The next day Grandma Ruth started to lose her lucidity and didn't seem to have much awareness of where her physical body was. I was really glad we'd gone to visit her on Saturday because we'd talked about waiting to the next day. By Monday, my mom, her only child, felt that maybe Grandma needed some help to move on. Like she was a hot air balloon struggling to float but with one stubborn tether anchored to the ground. So she and my dad went out and bought a mini cd player and two cds of the big band music Grandma loved, to release that final tether and let her float away. She died within half an hour of them putting the music on in her hospital room.
For the rest of my pregnancy, I often had crying spells, missing Grandma Ruth, aching that she wouldn't meet this little one. But I took time to explain to the baby nestled in my womb, that my sadness had to nothing to do with him, that it was nothing to worry about, that I was just sad that he wouldn't meet his Great Grandmother. But, I said, “You still have lots of people waiting to meet you out here, who already love you, so you won't be lacking for love.”
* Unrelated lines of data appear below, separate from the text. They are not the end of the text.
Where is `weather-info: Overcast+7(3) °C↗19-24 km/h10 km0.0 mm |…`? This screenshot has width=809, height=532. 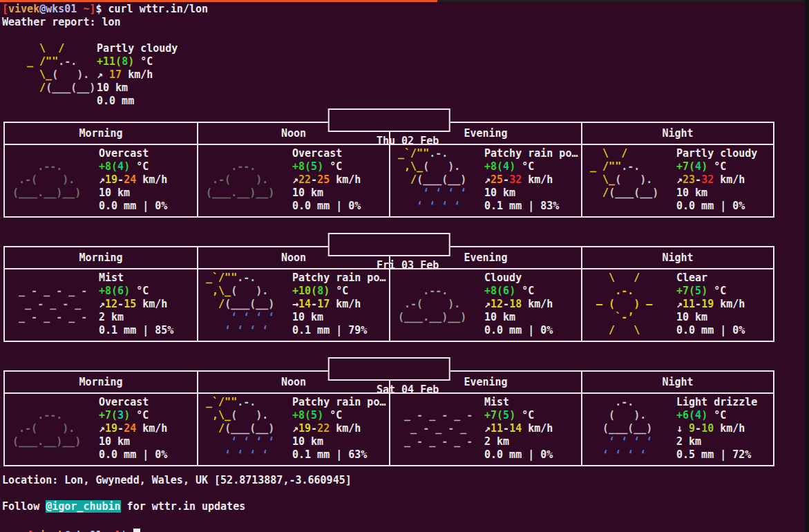
weather-info: Overcast+7(3) °C↗19-24 km/h10 km0.0 mm |… is located at coordinates (133, 428).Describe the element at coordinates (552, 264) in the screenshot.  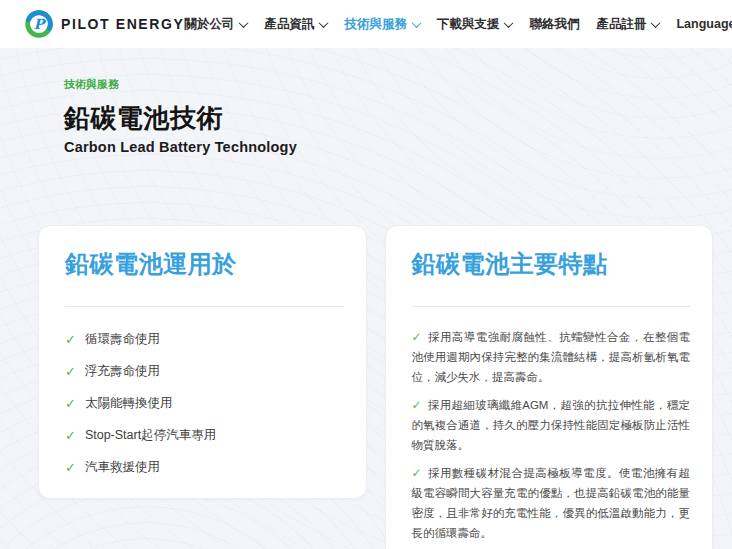
I see `card-title: 鉛碳電池主要特點` at that location.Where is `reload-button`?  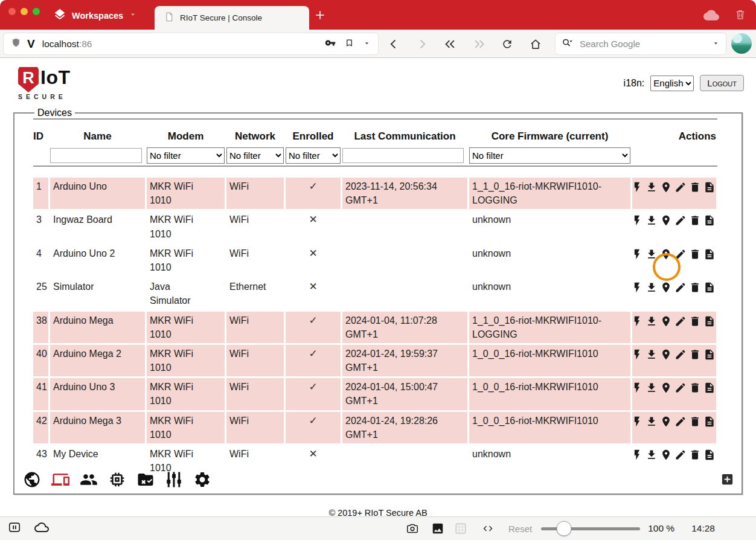 reload-button is located at coordinates (507, 44).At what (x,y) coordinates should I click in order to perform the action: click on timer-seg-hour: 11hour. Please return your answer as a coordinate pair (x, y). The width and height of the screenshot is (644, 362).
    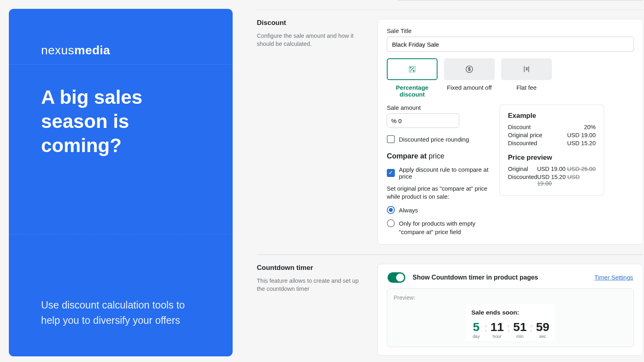
    Looking at the image, I should click on (497, 329).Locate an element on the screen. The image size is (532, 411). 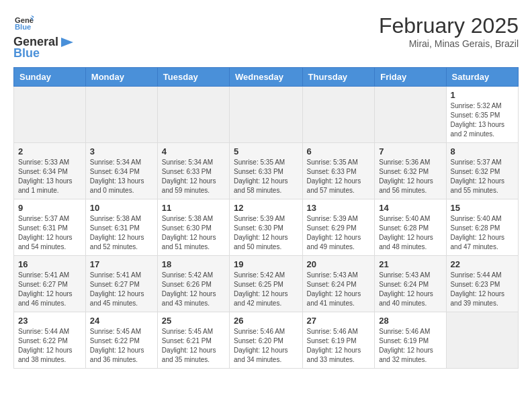
day-info: Sunrise: 5:39 AM Sunset: 6:30 PM Dayligh… is located at coordinates (266, 233).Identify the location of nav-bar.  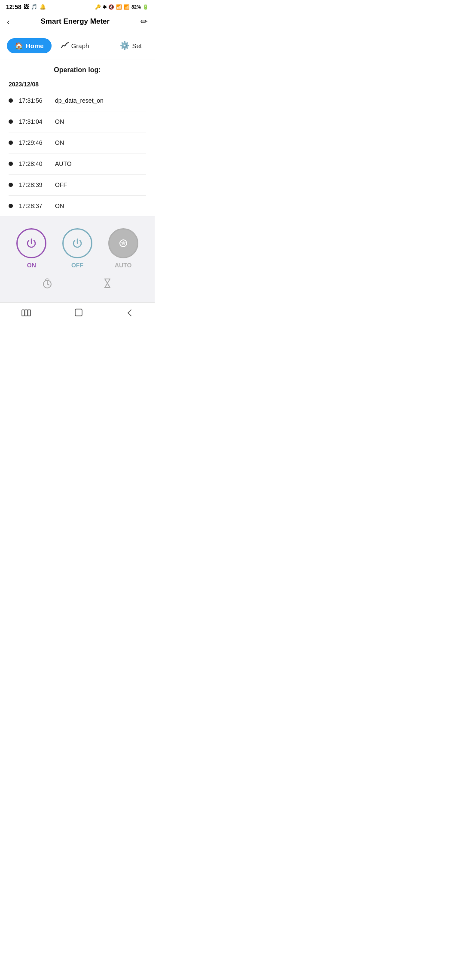
(77, 315).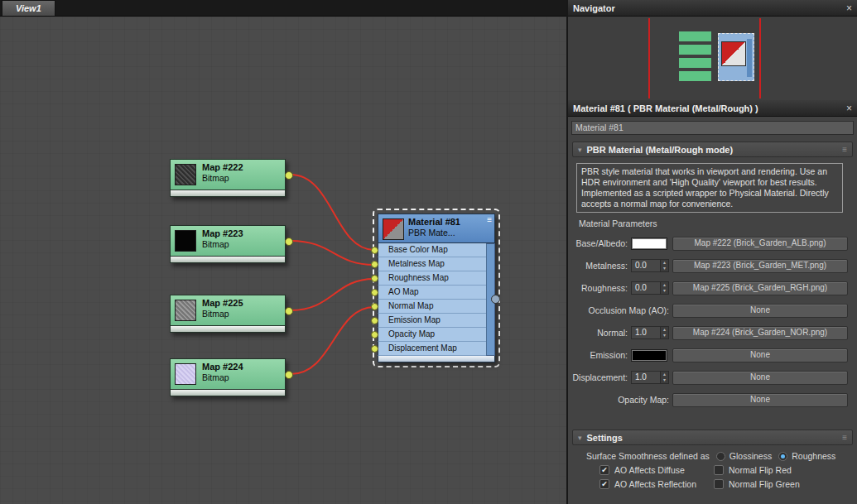 This screenshot has height=504, width=857. I want to click on smoothness-label: Surface Smoothness defined as, so click(648, 456).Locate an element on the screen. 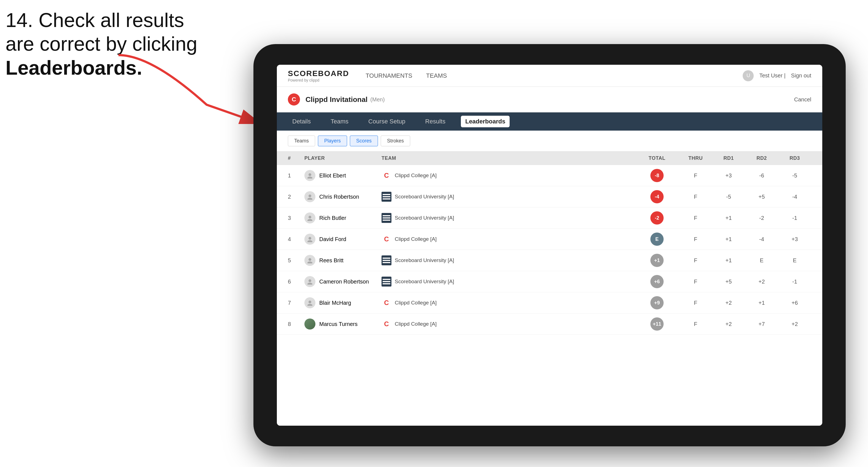 This screenshot has height=467, width=868. rd1-cell: +2 is located at coordinates (728, 324).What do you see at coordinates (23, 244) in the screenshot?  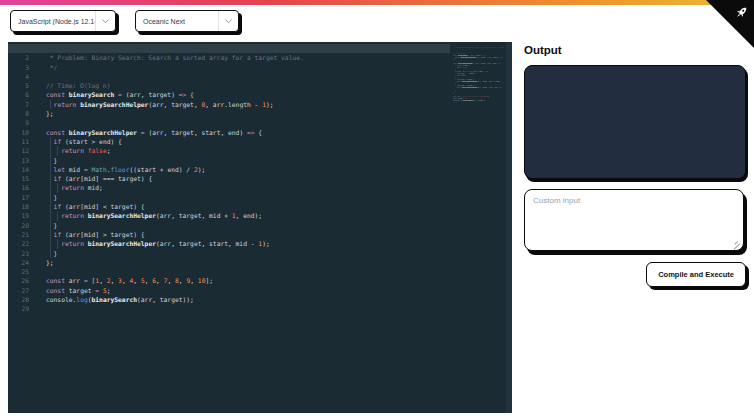 I see `line-number: 22` at bounding box center [23, 244].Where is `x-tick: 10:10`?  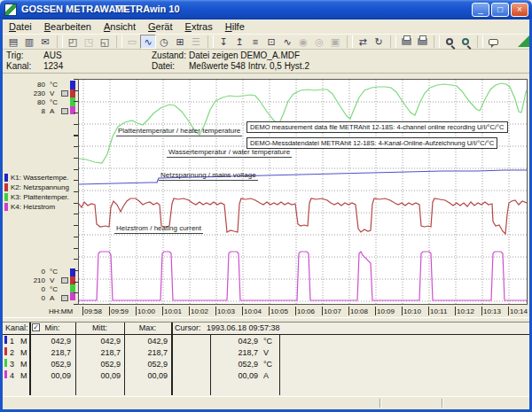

The tears intensified in that not so delicious postpartum cocktail of one part crazy hormones, two parts severe sleep deprivation, one part miracle of life high, topped with a bit of near death labour and delivery (even if you didn't
actually come near death) for colour. At times I even felt like I imagine Grandma Ruth did in the hospital room,
dreamy,
feeling her presence, and with a piece of me somewhere on its way to another dimension.
One of the many ladies' heads Grandma Ruth collected, which we divided among the family (this is one of ours), and the curve of a turquoise depression glass bowl she gave me years before she died. Somehow, I feel her spirit inhabits the dignity and elegance of these ladies' heads.
Grandma Ruth almost never had anything bad to say about anyone (well until she started having to eat lunch with grumpy gusses). She was an elegant woman who loved people, loved music, loved dancing, swimming, walking – anything her body could do – loved taking the train, loved nice clothes and shoes... she loved. She is
remembered fondly by everyone who knew her.
It seems that autumn, especially late autumn, is a time for nostalgia, melancholy, and remembrance. It seems no accident that this is the season of the Mexican dia de los muertos, the more recent, Remembrance Day, and the more optimistic Thanksgiving. I think Her Bad Mother is onto something in her beautiful description of feeling low earlier this month:
The low of rainy days and slow melodies on trombone and falling leaves and gray sky and the earthy, musty smell of summer in decay. The low of fall, when the dark and the chill come too fast, when even the brightness of the crispest and brightest of days has a sort of stark, mournful edge. I've been feeling low, in that way. Morose.
It seems so appropriate that Grandma Ruth chose October 31 to die, on the eve of the dia de los muertos, a time of ghosts and spirits that is also a time when her loved ones can take advantage of the greying landscape and sky to be sad, but still feel warmth and cosiness against the bleakness of oncoming November.